AP Photo/Eric Gay, File

The COVID-19 pandemic is straining Hawaii's hospitals. It's not just a question of capacity, it's also a matter of finances.

 

The Healthcare Association of Hawaii is the nonprofit trade organization for facilities ranging from small senior care homes to the state’s largest hospital systems. It says that by the end of this year, the COVID-19 pandemic will leave Hawaii’s hospitals with $580 million in losses.

Hilton Raethel, executive director of the Healthcare Association of Hawaii, says the half-billion-dollar problem comes from both lost revenues and increased costs.

On the revenue side, hospitals delayed elective procedures to prepare for a possible wave of COVID-19 patients. They’ve since resumed regular operations, but potential patients, now anxious about possibly catching the virus in healthcare settings, continue to postpone their own care.

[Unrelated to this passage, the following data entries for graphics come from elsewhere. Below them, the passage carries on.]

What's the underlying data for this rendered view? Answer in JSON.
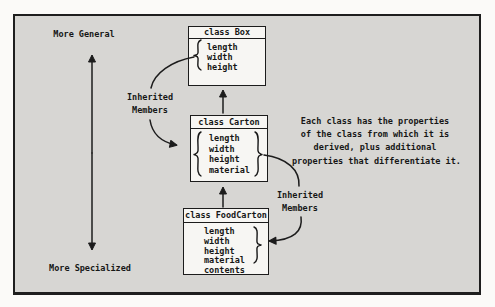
{
  "figure": {
    "axis": {
      "top_label": "More General",
      "bottom_label": "More Specialized"
    },
    "classes": [
      {
        "title": "class Box",
        "members": [
          "length",
          "width",
          "height"
        ]
      },
      {
        "title": "class Carton",
        "members": [
          "length",
          "width",
          "height",
          "material"
        ]
      },
      {
        "title": "class FoodCarton",
        "members": [
          "length",
          "width",
          "height",
          "material",
          "contents"
        ]
      }
    ],
    "annotations": {
      "inherited_left": {
        "line1": "Inherited",
        "line2": "Members"
      },
      "inherited_right": {
        "line1": "Inherited",
        "line2": "Members"
      },
      "description_lines": [
        "Each class has the properties",
        "of the class from which it is",
        "derived, plus additional",
        "properties that differentiate it."
      ]
    },
    "colors": {
      "frame_background": "#d7d6d3",
      "page_background": "#fbfaf8",
      "box_fill": "#f7f6f3",
      "ink": "#1c1c1c"
    }
  }
}
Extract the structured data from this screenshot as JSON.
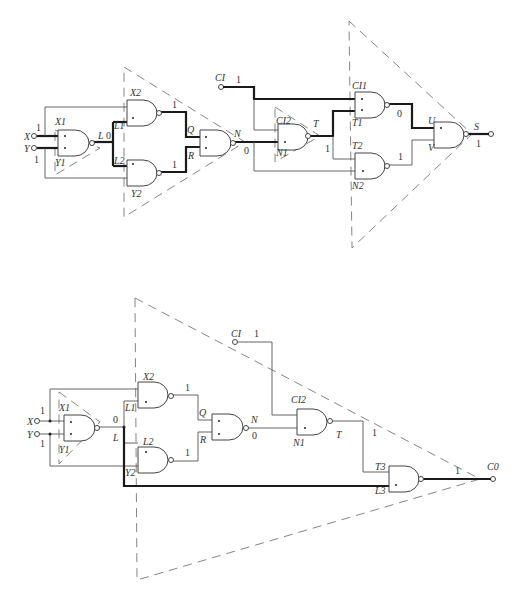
{
  "diagram": {
    "type": "logic-circuit",
    "top_circuit": {
      "output": "S",
      "inputs": {
        "X": {
          "label": "X",
          "value": "1"
        },
        "Y": {
          "label": "Y",
          "value": "1"
        },
        "CI": {
          "label": "CI",
          "value": "1"
        }
      },
      "labels": {
        "X1": "X1",
        "Y1": "Y1",
        "L": "L",
        "L_val": "0",
        "X2": "X2",
        "L1": "L1",
        "L2": "L2",
        "Y2": "Y2",
        "Q": "Q",
        "Q_val": "1",
        "R": "R",
        "R_val": "1",
        "N": "N",
        "N_val": "0",
        "CI2": "CI2",
        "N1": "N1",
        "T": "T",
        "T_val": "1",
        "CI1": "CI1",
        "T1": "T1",
        "T2": "T2",
        "N2": "N2",
        "U": "U",
        "U_val": "0",
        "V": "V",
        "V_val": "1",
        "S": "S",
        "S_val": "1"
      }
    },
    "bottom_circuit": {
      "output": "CO",
      "inputs": {
        "X": {
          "label": "X",
          "value": "1"
        },
        "Y": {
          "label": "Y",
          "value": "1"
        },
        "CI": {
          "label": "CI",
          "value": "1"
        }
      },
      "labels": {
        "X1": "X1",
        "Y1": "Y1",
        "L": "L",
        "L_val": "0",
        "X2": "X2",
        "L1": "L1",
        "L2": "L2",
        "Y2": "Y2",
        "Q": "Q",
        "Q_val": "1",
        "R": "R",
        "R_val": "1",
        "N": "N",
        "N_val": "0",
        "CI2": "CI2",
        "N1": "N1",
        "T": "T",
        "T_val": "1",
        "T3": "T3",
        "L3": "L3",
        "CO": "C0",
        "CO_val": "1"
      }
    }
  }
}
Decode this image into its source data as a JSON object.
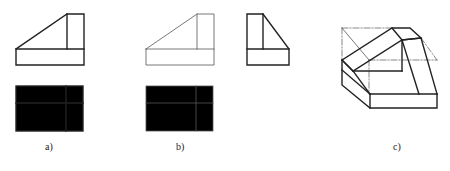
{
  "figure": {
    "panels": [
      {
        "id": "a",
        "label": "a)",
        "description": "Front view and top view of the given part (bold outline)"
      },
      {
        "id": "b",
        "label": "b)",
        "description": "Front view and top view repeated (thin lines) with the completed left side view"
      },
      {
        "id": "c",
        "label": "c)",
        "description": "Isometric pictorial of the part with chamfered top and construction lines"
      }
    ],
    "colors": {
      "line": "#222222",
      "thin_line": "#555555",
      "background": "#ffffff"
    }
  }
}
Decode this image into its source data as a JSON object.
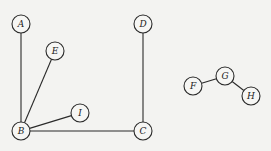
{
  "graph": {
    "nodes": [
      {
        "id": "A",
        "label": "A",
        "x": 21,
        "y": 24
      },
      {
        "id": "E",
        "label": "E",
        "x": 55,
        "y": 51
      },
      {
        "id": "D",
        "label": "D",
        "x": 143,
        "y": 24
      },
      {
        "id": "B",
        "label": "B",
        "x": 21,
        "y": 131
      },
      {
        "id": "I",
        "label": "I",
        "x": 80,
        "y": 113
      },
      {
        "id": "C",
        "label": "C",
        "x": 143,
        "y": 131
      },
      {
        "id": "F",
        "label": "F",
        "x": 193,
        "y": 86
      },
      {
        "id": "G",
        "label": "G",
        "x": 225,
        "y": 76
      },
      {
        "id": "H",
        "label": "H",
        "x": 251,
        "y": 96
      }
    ],
    "edges": [
      [
        "A",
        "B"
      ],
      [
        "E",
        "B"
      ],
      [
        "I",
        "B"
      ],
      [
        "B",
        "C"
      ],
      [
        "D",
        "C"
      ],
      [
        "F",
        "G"
      ],
      [
        "G",
        "H"
      ]
    ],
    "node_radius": 9
  }
}
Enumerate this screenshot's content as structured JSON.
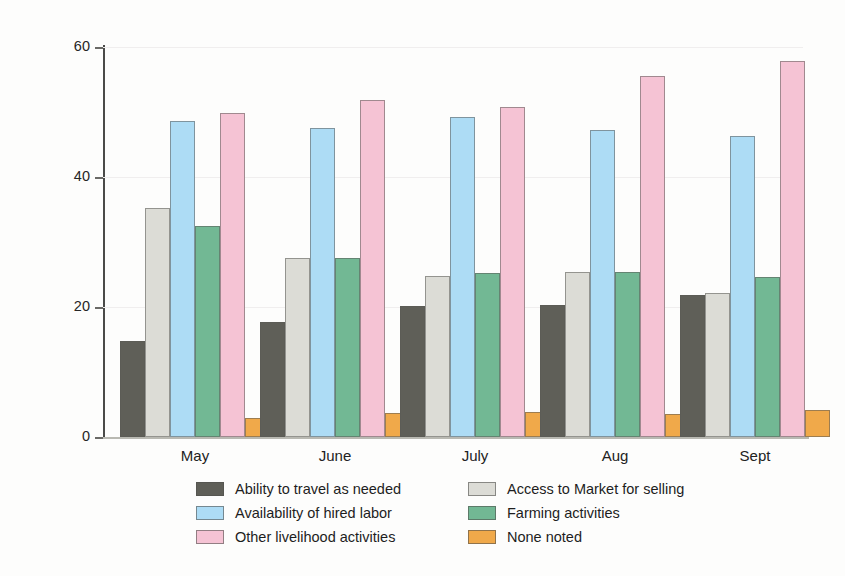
{
  "chart_data": {
    "type": "bar",
    "title": "",
    "subtitle": "",
    "xlabel": "",
    "ylabel": "Percentage of hhs reporting",
    "categories": [
      "May",
      "June",
      "July",
      "Aug",
      "Sept"
    ],
    "ylim": [
      0,
      60
    ],
    "yticks": [
      0,
      20,
      40,
      60
    ],
    "ytick_labels": [
      "0",
      "20",
      "40",
      "60"
    ],
    "grid": true,
    "legend_position": "bottom",
    "series": [
      {
        "name": "Ability to travel as needed",
        "color": "#5f5f58",
        "values": [
          14.8,
          17.7,
          20.2,
          20.3,
          21.9
        ]
      },
      {
        "name": "Access to Market for selling",
        "color": "#dcdcd6",
        "values": [
          35.2,
          27.5,
          24.7,
          25.4,
          22.2
        ]
      },
      {
        "name": "Availability of hired labor",
        "color": "#addcf5",
        "values": [
          48.6,
          47.5,
          49.2,
          47.2,
          46.3
        ]
      },
      {
        "name": "Farming activities",
        "color": "#72b894",
        "values": [
          32.5,
          27.5,
          25.2,
          25.4,
          24.6
        ]
      },
      {
        "name": "Other livelihood activities",
        "color": "#f5c3d4",
        "values": [
          49.8,
          51.8,
          50.7,
          55.5,
          57.8
        ]
      },
      {
        "name": "None noted",
        "color": "#f0a94a",
        "values": [
          2.9,
          3.7,
          3.9,
          3.5,
          4.2
        ]
      }
    ]
  },
  "legend": {
    "items": [
      {
        "label": "Ability to travel as needed",
        "color": "#5f5f58"
      },
      {
        "label": "Access to Market for selling",
        "color": "#dcdcd6"
      },
      {
        "label": "Availability of hired labor",
        "color": "#addcf5"
      },
      {
        "label": "Farming activities",
        "color": "#72b894"
      },
      {
        "label": "Other livelihood activities",
        "color": "#f5c3d4"
      },
      {
        "label": "None noted",
        "color": "#f0a94a"
      }
    ]
  }
}
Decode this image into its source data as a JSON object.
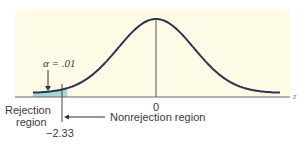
{
  "chart_data": {
    "type": "area",
    "title": "",
    "xlabel": "z",
    "ylabel": "",
    "x_tick_labels": [
      "0"
    ],
    "critical_value": -2.33,
    "critical_value_label": "−2.33",
    "alpha_label": "α = .01",
    "alpha": 0.01,
    "regions": [
      {
        "name": "Rejection region",
        "line1": "Rejection",
        "line2": "region",
        "z_range": [
          -4,
          -2.33
        ],
        "shaded": true
      },
      {
        "name": "Nonrejection region",
        "z_range": [
          -2.33,
          4
        ],
        "shaded": false
      }
    ],
    "curve": "normal(0,1)",
    "x_range": [
      -3.3,
      3.3
    ],
    "grid": false,
    "colors": {
      "background": "#fdfbe6",
      "curve": "#2c3550",
      "shade": "#9fd4d2",
      "axis": "#555555",
      "text": "#3a3a3a"
    }
  }
}
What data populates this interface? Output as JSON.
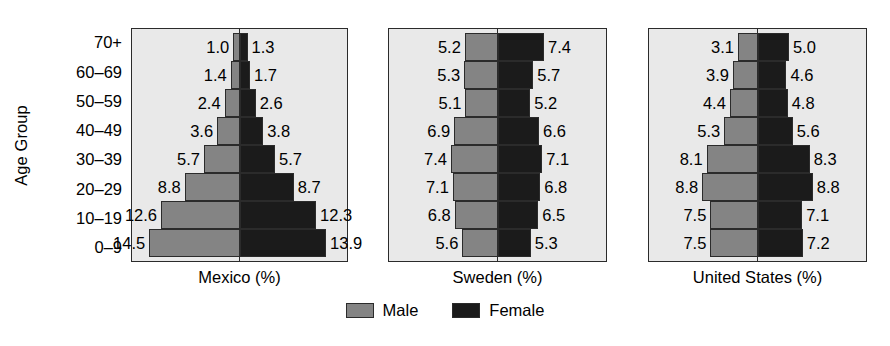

On the cost side, expenses are up, for both everyday items and due to the expense of caring for suspected or confirmed COVID patients. Raethel tells PBN that hospitals are using personal protective equipment at 5 to 10 times the usual amount. And the price of PPE has soared: the pre-pandemic price for a single N95 mask was about $1 to $1.50 each. The price peaked this year at $6 per mask and has since settled down to between $4 and $4.50 per mask.

The CARES Act included money to help hospitals nationwide with both problems: lost revenue and COVID care. However, Hawaii’s hospitals combined received about $156 million, covering only about 27% of their losses. And this is just for 2020, hospitals are bracing for the conditions driving these losses to persist into next year.

A. Kam Napier is the editor-in-chief of Pacific Business News.